Pamela Collins is the Bloomberg Centennial Professor and Chair of the Department of Mental Health at the Johns Hopkins Bloomberg School of Public Health. Through research, education, and practice, the department applies public health approaches to reduce the burden of mental disorders and associated determinants in populations around the world. Prior to this role, she was professor of Psychiatry & Behavioral Sciences and Professor of Global Health at the University of Washington (UW). There, she also served as executive director of I-TECH, a global health implementing center in the Department of Global Health that partners with ministries of health to bring public health interventions to scale through a multi-country network spanning 5 continents. She directed the UW Consortium for Global Mental Health and was associate director of the UW Behavioral Research Center for HIV.
Dr. Collins has served the mental health field in numerous capacities.
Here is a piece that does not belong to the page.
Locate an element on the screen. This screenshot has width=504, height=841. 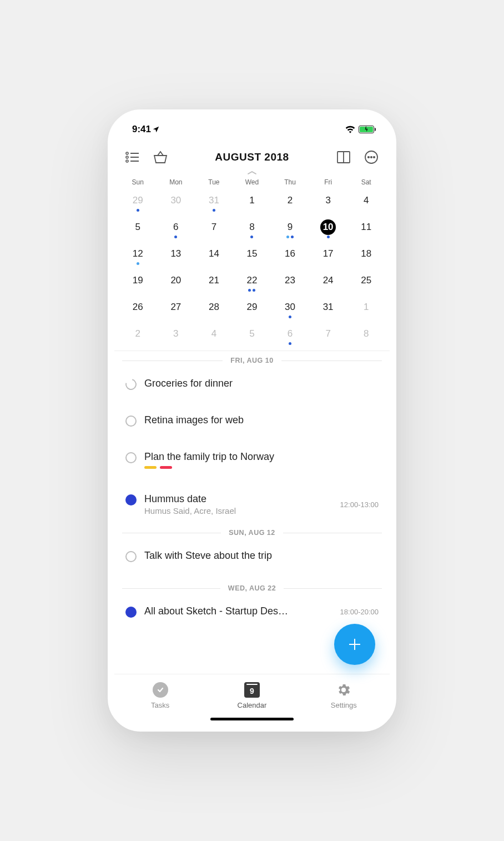
agenda-task: Talk with Steve about the trip is located at coordinates (252, 560).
She was director of the Office for Research on Disparities & Global Mental Health and the Office of Rural Mental Health Research at the National Institute of Mental Health (USA). Her leadership led to the launch of research initiatives to extend mental health services in Africa, Asia, Latin America, and the Middle East, as well as research to reduce mental health disparities among diverse racial and ethnic groups and Indigenous communities in the United States.
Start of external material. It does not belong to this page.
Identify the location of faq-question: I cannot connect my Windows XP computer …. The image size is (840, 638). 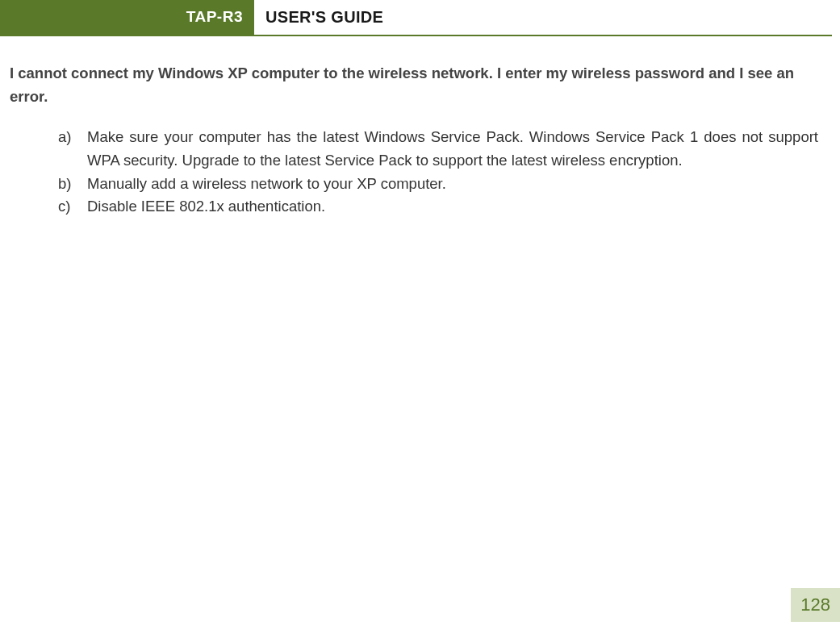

She is currently a commissioner for the second Lancet Commission on adolescent health and wellbeing, she chairs the American Psychiatric Association’s Council on International Psychiatry and Global Health, she is lead editor of Global Mental Health Reforms in the journal, Psychiatric Services, and she co-chairs the scientific advisory board of Connecting Climate Minds, an initiative that aligns action at the intersection of climate change and mental health. Her research focuses on the intersections of mental health and HIV care in the US and sub-Saharan Africa, the effects of intersectional stigma on HIV risk and outcomes, and the mental health needs of urban adolescents in diverse settings. She and her colleagues recently published the article "Making Cities Mental Health Friendly for Adolescents and Young Adults" in Nature.
Dr. Collins completed her medical training at Weill Cornell University Medical College; her residency training and post residency fellowship at the College of Physicians and Surgeons of Columbia University and the New York State Psychiatric Institute; and she received fellowship training in cultural psychiatry and medical anthropology in the Department of Social Medicine at Harvard Medical School. She graduated from the Mailman School of Public Health with a master’s in public health and joined the faculty of the Department of Psychiatry and the Department of Epidemiology at Columbia University upon completion of her training.
Dr. Collins enjoys urban hiking, is an avid reader, and an improv amateur.